Memory serves, not to recapture the events, but rather to obfuscate them and to silence the past that must be taken up by the storyteller. The narrator looks for objective history, but he must submit to fiction as the only way to retrieve the past. The resulting narrative is revised while being told. It is altered to the point where the viewers, like all readers of fiction, must suspend their disbelief when the alternative plotline resumes.[18]

Overthrowing the traditional mission reserved for literature, Heat wreaks havoc in the history-making system. In Braester’s terms, Heat is “myth-making”[19] instead of history-making.

Also acknowledging Heat as “an astonishing alternative representation of the Cultural Revolution,”[20] Song, in deploying a number of Western theories, diagnoses Heat as a representation of the practices and symptoms of youth subculture mainly through its manifestations of transgression, submission and fantasy.

Braester argues that Heat’s value lies in that, by depicting “an adolescence graced by dreamlike beauty,” it “refrains from such pathos” as “bearing witness for history.”[21] He agrees with Chen Xiaomei that “survivor accounts published in English have curried favor with American nationalism and converged into a corpus of ‘China bashing memoirs.’”[22] Braester further reasons that in China, “memoirs that identify personal experience with the collective upheaval might also end up perpetuating the Maoist discourse that subsumes individual will under the state, the same rhetoric that they set out to repudiate.”[23]
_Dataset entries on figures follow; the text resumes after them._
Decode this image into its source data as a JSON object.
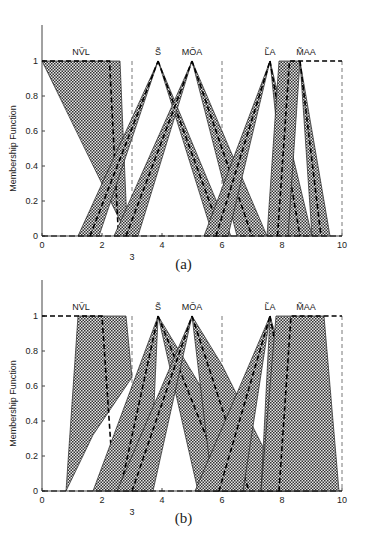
{
  "chart_data": [
    {
      "type": "area",
      "caption": "(a)",
      "title": "",
      "xlabel": "",
      "ylabel": "Membership Function",
      "xlim": [
        0,
        10
      ],
      "ylim": [
        0,
        1.2
      ],
      "xticks": [
        0,
        2,
        3,
        4,
        6,
        8,
        10
      ],
      "yticks": [
        0,
        0.2,
        0.4,
        0.6,
        0.8,
        1
      ],
      "vlines_dashed": [
        3,
        6,
        10
      ],
      "grid": false,
      "legend": null,
      "series": [
        {
          "name": "NVL",
          "label_x": 1.3,
          "bands": [
            {
              "outer": [
                [
                  0,
                  1
                ],
                [
                  2.6,
                  1
                ],
                [
                  2.85,
                  0
                ]
              ],
              "inner": [
                [
                  1.95,
                  1
                ],
                [
                  2.3,
                  0
                ]
              ],
              "mid": [
                [
                  0,
                  1
                ],
                [
                  2.25,
                  1
                ],
                [
                  2.55,
                  0
                ]
              ]
            }
          ]
        },
        {
          "name": "S",
          "label_x": 3.87,
          "peak": 3.87,
          "bands": [
            {
              "outer": [
                [
                  1.2,
                  0
                ],
                [
                  3.87,
                  1
                ],
                [
                  1.9,
                  0
                ]
              ],
              "mid": [
                [
                  1.6,
                  0
                ],
                [
                  3.87,
                  1
                ]
              ]
            },
            {
              "outer": [
                [
                  3.87,
                  1
                ],
                [
                  5.7,
                  0
                ],
                [
                  6.3,
                  0
                ]
              ],
              "mid": [
                [
                  3.87,
                  1
                ],
                [
                  6.0,
                  0
                ]
              ]
            }
          ]
        },
        {
          "name": "MOA",
          "label_x": 5.0,
          "peak": 5.0,
          "bands": [
            {
              "outer": [
                [
                  2.4,
                  0
                ],
                [
                  5.0,
                  1
                ],
                [
                  3.2,
                  0
                ]
              ],
              "mid": [
                [
                  2.8,
                  0
                ],
                [
                  5.0,
                  1
                ]
              ]
            },
            {
              "outer": [
                [
                  5.0,
                  1
                ],
                [
                  6.5,
                  0
                ],
                [
                  7.5,
                  0
                ]
              ],
              "mid": [
                [
                  5.0,
                  1
                ],
                [
                  7.0,
                  0
                ]
              ]
            }
          ]
        },
        {
          "name": "LA",
          "label_x": 7.6,
          "peak": 7.6,
          "bands": [
            {
              "outer": [
                [
                  5.4,
                  0
                ],
                [
                  7.6,
                  1
                ],
                [
                  6.2,
                  0
                ]
              ],
              "mid": [
                [
                  5.8,
                  0
                ],
                [
                  7.6,
                  1
                ]
              ]
            },
            {
              "outer": [
                [
                  7.6,
                  1
                ],
                [
                  8.2,
                  0
                ],
                [
                  9.0,
                  0
                ]
              ],
              "mid": [
                [
                  7.6,
                  1
                ],
                [
                  8.6,
                  0
                ]
              ]
            }
          ]
        },
        {
          "name": "MAA",
          "label_x": 8.8,
          "bands": [
            {
              "outer": [
                [
                  7.5,
                  0
                ],
                [
                  7.9,
                  1
                ],
                [
                  8.6,
                  1
                ],
                [
                  8.2,
                  0
                ]
              ],
              "mid": [
                [
                  7.85,
                  0
                ],
                [
                  8.25,
                  1
                ],
                [
                  10,
                  1
                ]
              ]
            },
            {
              "outer": [
                [
                  8.6,
                  1
                ],
                [
                  9.0,
                  0
                ],
                [
                  9.6,
                  0
                ]
              ],
              "mid": [
                [
                  8.6,
                  1
                ],
                [
                  9.3,
                  0
                ]
              ]
            }
          ]
        }
      ]
    },
    {
      "type": "area",
      "caption": "(b)",
      "title": "",
      "xlabel": "",
      "ylabel": "Membership Function",
      "xlim": [
        0,
        10
      ],
      "ylim": [
        0,
        1.2
      ],
      "xticks": [
        0,
        2,
        3,
        4,
        6,
        8,
        10
      ],
      "yticks": [
        0,
        0.2,
        0.4,
        0.6,
        0.8,
        1
      ],
      "vlines_dashed": [
        3,
        6,
        10
      ],
      "grid": false,
      "legend": null,
      "series": [
        {
          "name": "NVL",
          "label_x": 1.3,
          "bands": [
            {
              "outer": [
                [
                  1.2,
                  1
                ],
                [
                  2.8,
                  1
                ],
                [
                  3.0,
                  0.65
                ],
                [
                  1.7,
                  0.32
                ],
                [
                  0.8,
                  0
                ]
              ],
              "mid": [
                [
                  0,
                  1
                ],
                [
                  2.0,
                  1
                ],
                [
                  2.4,
                  0
                ]
              ]
            }
          ]
        },
        {
          "name": "S",
          "label_x": 3.87,
          "peak": 3.87,
          "bands": [
            {
              "outer": [
                [
                  1.7,
                  0
                ],
                [
                  3.87,
                  1
                ],
                [
                  3.6,
                  0
                ]
              ],
              "mid": [
                [
                  2.6,
                  0
                ],
                [
                  3.87,
                  1
                ]
              ]
            },
            {
              "outer": [
                [
                  3.87,
                  1
                ],
                [
                  5.2,
                  0
                ],
                [
                  7.4,
                  0
                ]
              ],
              "mid": [
                [
                  3.87,
                  1
                ],
                [
                  6.2,
                  0
                ]
              ]
            }
          ]
        },
        {
          "name": "MOA",
          "label_x": 5.0,
          "peak": 5.0,
          "bands": [
            {
              "outer": [
                [
                  2.5,
                  0
                ],
                [
                  5.0,
                  1
                ],
                [
                  3.7,
                  0
                ]
              ],
              "mid": [
                [
                  3.0,
                  0
                ],
                [
                  5.0,
                  1
                ]
              ]
            },
            {
              "outer": [
                [
                  5.0,
                  1
                ],
                [
                  5.7,
                  0
                ],
                [
                  8.1,
                  0
                ],
                [
                  6.0,
                  0.72
                ]
              ],
              "mid": [
                [
                  5.0,
                  1
                ],
                [
                  6.9,
                  0
                ]
              ]
            }
          ]
        },
        {
          "name": "LA",
          "label_x": 7.6,
          "peak": 7.6,
          "bands": [
            {
              "outer": [
                [
                  5.1,
                  0
                ],
                [
                  7.6,
                  1
                ],
                [
                  6.7,
                  0
                ]
              ],
              "mid": [
                [
                  5.9,
                  0
                ],
                [
                  7.6,
                  1
                ]
              ]
            },
            {
              "outer": [
                [
                  7.6,
                  1
                ],
                [
                  7.3,
                  0
                ],
                [
                  9.3,
                  0
                ]
              ],
              "mid": [
                [
                  7.6,
                  1
                ],
                [
                  8.7,
                  0
                ]
              ]
            }
          ]
        },
        {
          "name": "MAA",
          "label_x": 8.8,
          "bands": [
            {
              "outer": [
                [
                  7.3,
                  0
                ],
                [
                  7.8,
                  1
                ],
                [
                  9.4,
                  1
                ],
                [
                  9.9,
                  0
                ],
                [
                  8.6,
                  0
                ]
              ],
              "mid": [
                [
                  7.9,
                  0
                ],
                [
                  8.3,
                  1
                ],
                [
                  10,
                  1
                ]
              ]
            }
          ]
        }
      ]
    }
  ],
  "figure": {
    "ylabel": "Membership Function",
    "caption_a": "(a)",
    "caption_b": "(b)",
    "labels": {
      "nvl": "NṼL",
      "s": "S̃",
      "moa": "MÕA",
      "la": "L̃A",
      "maa": "M̃AA"
    }
  }
}
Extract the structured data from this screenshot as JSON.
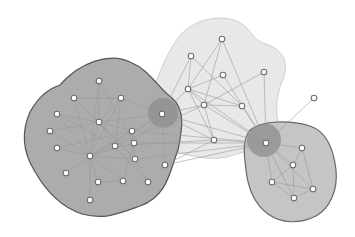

Braester’s reasoning is meaningful and powerful.In his view, the film’s director, Jiang Wen,well deserves this credit by offering an alternative memory of the Cultural Revolution, which helps to alleviate the burden hinged with the past. Jiang Wen thus provides a means to rescue people from a sense of hopeless repression.Nevertheless, in his article Braester seems more committed to his discussion of Heat’s “myth-making” endeavor than to its resilient power of resistance. His discussion concludes Heat as “presenting simple quotidian events” and making “hooligan history.” I shall offer my discoveries in reading this filmic text to demonstrate Heat’s repudiating and resisting power. I argue that these “simple quotidian events” are far from what they appear on the surface. Hidden in those “simple quotidian events” are messages that are not at all simple or quotidian. As I shall discuss in the following, Heat is brimming with overt messages of resistance, full of mimicry and sacrilege.